Moyo, an expert in global commodities markets, wrote that the breadth of China’s operation is awesome and seemingly unstoppable. John Perkins was a U.S. economic hitman and claimed many people like him cheated countries out of trillions of dollars. They channeled money from the World Bank, the U.S. Agency for International Development (AID), and “AID” organizations into the treasury of huge conglomerates and a few wealthy families that control natural resources.

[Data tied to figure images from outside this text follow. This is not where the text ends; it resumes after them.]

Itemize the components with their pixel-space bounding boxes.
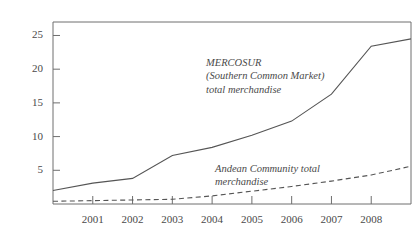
annotation-mercosur-line-3: total merchandise bbox=[206, 83, 324, 96]
annotation-mercosur-line-2: (Southern Common Market) bbox=[206, 69, 324, 82]
y-axis-tick-label: 15 bbox=[17, 97, 43, 108]
chart-container: 510152025 200120022003200420052006200720… bbox=[0, 0, 415, 236]
y-axis-ticks bbox=[53, 35, 60, 170]
annotation-andean: Andean Community total merchandise bbox=[215, 162, 320, 189]
chart-plot-area bbox=[0, 0, 415, 236]
y-axis-tick-label: 20 bbox=[17, 63, 43, 74]
x-axis-ticks bbox=[93, 196, 371, 204]
annotation-andean-line-1: Andean Community total bbox=[215, 162, 320, 175]
y-axis-tick-label: 10 bbox=[17, 131, 43, 142]
x-axis-tick-label: 2008 bbox=[348, 214, 394, 225]
annotation-mercosur-line-1: MERCOSUR bbox=[206, 56, 324, 69]
annotation-mercosur: MERCOSUR (Southern Common Market) total … bbox=[206, 56, 324, 96]
y-axis-tick-label: 25 bbox=[17, 29, 43, 40]
y-axis-tick-label: 5 bbox=[17, 164, 43, 175]
annotation-andean-line-2: merchandise bbox=[215, 175, 320, 188]
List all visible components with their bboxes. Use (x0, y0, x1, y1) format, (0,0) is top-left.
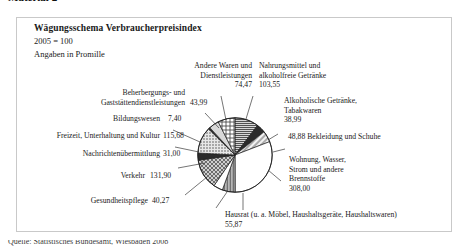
label-bildungswesen: Bildungswesen (40, 114, 160, 124)
label-verkehr-value: 131,90 (150, 171, 171, 181)
label-wohnung-line3: Brennstoffe (289, 174, 409, 184)
label-nahrungsmittel: Nahrungsmittel und alkoholfreie Getränke… (259, 61, 379, 90)
label-freizeit-value: 115,68 (163, 131, 184, 141)
label-gesundheit-value: 40,27 (152, 196, 169, 206)
chart-subtitle-base: 2005 = 100 (34, 36, 73, 46)
material-caption-crop: Material 2 (0, 0, 469, 6)
label-verkehr: Verkehr (70, 171, 145, 181)
label-andere-waren: Andere Waren und Dienstleistungen 74,47 (142, 61, 252, 90)
label-wohnung: Wohnung, Wasser, Strom und andere Brenns… (289, 155, 409, 193)
label-alkohol-tabak-line1: Alkoholische Getränke, (284, 96, 414, 106)
label-beherbergung-line2: Gaststättendienstleistungen (20, 98, 185, 108)
label-andere-waren-line2: Dienstleistungen (142, 71, 252, 81)
label-bildungswesen-value: 7,40 (168, 114, 181, 124)
pie-svg (197, 117, 273, 193)
label-wohnung-line2: Strom und andere (289, 165, 409, 175)
label-andere-waren-line1: Andere Waren und (142, 61, 252, 71)
label-nachrichten: Nachrichtenübermittlung (40, 149, 160, 159)
label-bekleidung: 48,88 Bekleidung und Schuhe (288, 132, 381, 142)
chart-title: Wägungsschema Verbraucherpreisindex (34, 23, 202, 33)
label-alkohol-tabak: Alkoholische Getränke, Tabakwaren 38,99 (284, 96, 414, 125)
label-hausrat-value: 55,87 (225, 220, 455, 230)
source-note: Quelle: Statistisches Bundesamt, Wiesbad… (8, 240, 168, 246)
label-beherbergung: Beherbergungs- und Gaststättendienstleis… (20, 88, 185, 107)
label-wohnung-value: 308,00 (289, 184, 409, 194)
source-note-crop: Quelle: Statistisches Bundesamt, Wiesbad… (0, 240, 469, 247)
material-caption: Material 2 (8, 0, 57, 3)
label-alkohol-tabak-line2: Tabakwaren (284, 106, 414, 116)
chart-subtitle-unit: Angaben in Promille (34, 49, 105, 59)
label-wohnung-line1: Wohnung, Wasser, (289, 155, 409, 165)
label-hausrat-line1: Hausrat (u. a. Möbel, Haushaltsgeräte, H… (225, 210, 455, 220)
label-nahrungsmittel-line1: Nahrungsmittel und (259, 61, 379, 71)
label-alkohol-tabak-value: 38,99 (284, 115, 414, 125)
label-gesundheit: Gesundheitspflege (38, 196, 148, 206)
label-hausrat: Hausrat (u. a. Möbel, Haushaltsgeräte, H… (225, 210, 455, 229)
pie-chart (197, 117, 273, 193)
label-nahrungsmittel-value: 103,55 (259, 80, 379, 90)
label-beherbergung-value: 43,99 (190, 98, 207, 108)
label-nachrichten-value: 31,00 (163, 149, 180, 159)
label-beherbergung-line1: Beherbergungs- und (20, 88, 185, 98)
figure-page: Material 2 Quelle: Statistisches Bundesa… (0, 0, 469, 247)
label-nahrungsmittel-line2: alkoholfreie Getränke (259, 71, 379, 81)
label-freizeit: Freizeit, Unterhaltung und Kultur (16, 131, 160, 141)
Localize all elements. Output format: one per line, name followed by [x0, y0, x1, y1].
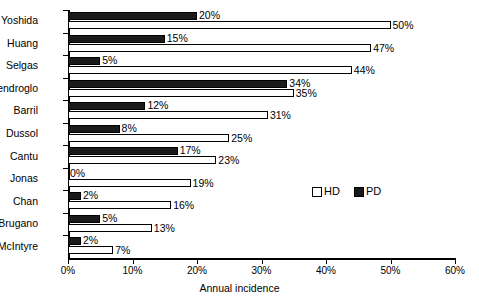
bar-value-label-pd: 0%	[70, 168, 85, 178]
bar-value-label-hd: 13%	[154, 223, 175, 233]
bar-hd	[68, 201, 171, 209]
bar-value-label-hd: 16%	[173, 200, 194, 210]
bar-value-label-hd: 7%	[115, 245, 130, 255]
bar-pd	[68, 80, 287, 88]
legend-item-pd: PD	[354, 186, 381, 197]
bar-value-label-hd: 31%	[270, 110, 291, 120]
x-axis-tick	[262, 258, 263, 264]
legend-label-pd: PD	[366, 186, 381, 197]
category-row: Jonas0%19%	[68, 168, 455, 191]
category-row: McIntyre2%7%	[68, 235, 455, 258]
bar-value-label-pd: 5%	[102, 213, 117, 223]
legend-swatch-hd-icon	[312, 187, 322, 197]
category-row: Selgas5%44%	[68, 55, 455, 78]
y-axis-category-label: Selgas	[0, 59, 38, 71]
x-axis-tick	[68, 258, 69, 264]
y-axis-tick	[63, 100, 68, 101]
y-axis-tick	[63, 55, 68, 56]
y-axis-tick	[63, 213, 68, 214]
bar-value-label-hd: 50%	[393, 20, 414, 30]
x-axis-tick	[133, 258, 134, 264]
bar-hd	[68, 21, 391, 29]
x-axis-tick-label: 60%	[430, 265, 479, 277]
bar-hd	[68, 44, 371, 52]
y-axis-category-label: Barril	[0, 104, 38, 116]
x-axis-tick	[391, 258, 392, 264]
bar-value-label-pd: 15%	[167, 33, 188, 43]
bar-hd	[68, 179, 191, 187]
bar-pd	[68, 125, 120, 133]
bar-value-label-hd: 23%	[218, 155, 239, 165]
bar-pd	[68, 35, 165, 43]
bar-value-label-pd: 20%	[199, 10, 220, 20]
y-axis-category-label: Cendroglo	[0, 82, 38, 94]
y-axis-tick	[63, 10, 68, 11]
y-axis-category-label: Huang	[0, 37, 38, 49]
x-axis-tick	[197, 258, 198, 264]
category-row: Huang15%47%	[68, 33, 455, 56]
bar-hd	[68, 156, 216, 164]
y-axis-category-label: Chan	[0, 195, 38, 207]
y-axis-tick	[63, 78, 68, 79]
bar-pd	[68, 102, 145, 110]
y-axis-tick	[63, 168, 68, 169]
bar-hd	[68, 224, 152, 232]
bar-value-label-pd: 17%	[180, 145, 201, 155]
x-axis-tick-label: 0%	[43, 265, 93, 277]
bar-pd	[68, 215, 100, 223]
y-axis-category-label: Cantu	[0, 150, 38, 162]
x-axis-tick-label: 50%	[366, 265, 416, 277]
y-axis-tick	[63, 123, 68, 124]
category-row: Cendroglo34%35%	[68, 78, 455, 101]
bar-pd	[68, 192, 81, 200]
x-axis-tick	[455, 258, 456, 264]
bar-value-label-pd: 2%	[83, 190, 98, 200]
bar-pd	[68, 57, 100, 65]
bar-value-label-hd: 35%	[296, 88, 317, 98]
figure: 0%10%20%30%40%50%60% Yoshida20%50%Huang1…	[0, 0, 479, 305]
y-axis-tick	[63, 33, 68, 34]
y-axis-tick	[63, 190, 68, 191]
legend-label-hd: HD	[324, 186, 340, 197]
category-row: Cantu17%23%	[68, 145, 455, 168]
category-row: Dussol8%25%	[68, 123, 455, 146]
figure-caption	[18, 299, 468, 305]
category-row: Yoshida20%50%	[68, 10, 455, 33]
x-axis-tick-label: 40%	[301, 265, 351, 277]
y-axis-category-label: Jonas	[0, 172, 38, 184]
bar-value-label-pd: 8%	[122, 123, 137, 133]
bar-hd	[68, 89, 294, 97]
category-row: Barril12%31%	[68, 100, 455, 123]
x-axis-tick-label: 20%	[172, 265, 222, 277]
bar-value-label-hd: 47%	[373, 43, 394, 53]
x-axis-title: Annual incidence	[0, 282, 479, 294]
bar-value-label-hd: 25%	[231, 133, 252, 143]
bar-hd	[68, 134, 229, 142]
x-axis-tick-label: 30%	[237, 265, 287, 277]
category-row: Chan2%16%	[68, 190, 455, 213]
bar-value-label-pd: 5%	[102, 55, 117, 65]
category-row: Brugano5%13%	[68, 213, 455, 236]
y-axis-tick	[63, 145, 68, 146]
bar-hd	[68, 246, 113, 254]
y-axis-category-label: McIntyre	[0, 240, 38, 252]
y-axis-category-label: Dussol	[0, 127, 38, 139]
y-axis-tick	[63, 235, 68, 236]
y-axis-category-label: Yoshida	[0, 14, 38, 26]
legend: HD PD	[312, 186, 381, 197]
bar-pd	[68, 147, 178, 155]
bar-pd	[68, 12, 197, 20]
bar-value-label-pd: 12%	[147, 100, 168, 110]
bar-value-label-hd: 19%	[193, 178, 214, 188]
x-axis-tick	[326, 258, 327, 264]
bar-hd	[68, 66, 352, 74]
y-axis-category-label: Brugano	[0, 217, 38, 229]
legend-item-hd: HD	[312, 186, 340, 197]
legend-swatch-pd-icon	[354, 187, 364, 197]
x-axis-tick-label: 10%	[108, 265, 158, 277]
bar-hd	[68, 111, 268, 119]
bar-value-label-pd: 2%	[83, 235, 98, 245]
bar-value-label-hd: 44%	[354, 65, 375, 75]
bar-pd	[68, 237, 81, 245]
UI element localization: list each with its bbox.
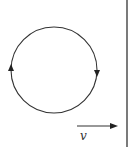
diagram-canvas: v xyxy=(0,0,133,147)
loop-arrow-down-icon xyxy=(94,70,100,77)
current-loop xyxy=(11,27,97,113)
velocity-arrow-head-icon xyxy=(110,123,118,129)
velocity-label: v xyxy=(80,129,87,143)
loop-arrow-up-icon xyxy=(8,64,14,71)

Confirming the confession by Perkins, analysis by a trio of complex systems theorists at the Swiss Federal Institute of Technology in Zurich exposed the nexus of a small group of Western companies, mainly banks, controlling the global economy. As early as 2011, the Zurich team pulled details for 43,060 transnational companies and the share ownerships linking them from Orbis 2007, a database listing 37 million companies and investors. The work revealed a core of 1,318 companies with interlocking ownerships. Each had ties to two or more other companies, and on average, they were connected to 20. Although they represented 20 percent of global operating revenues, all appeared to collectively own through their shares in the majority of the large blue chip and manufacturing firms, representing a further 60 percent of global revenues.
The team further traced a “super-entity” of 147 tightly knit companies. All of their ownership was held by other members of the super-entity controlling 40 percent of the total wealth in the network. In effect, less than one percent of companies were able to control 40 percent of the entire network. Most were financial conglomerates, and the top 20 included Barclays Bank, JPMorgan Chase & Co., and Goldman Sachs. The trap was never in China, but another deflection by the usual suspects.
The author is a business writer at tech media KrASIA and former chief editor of the Indian daily Janmabhumi.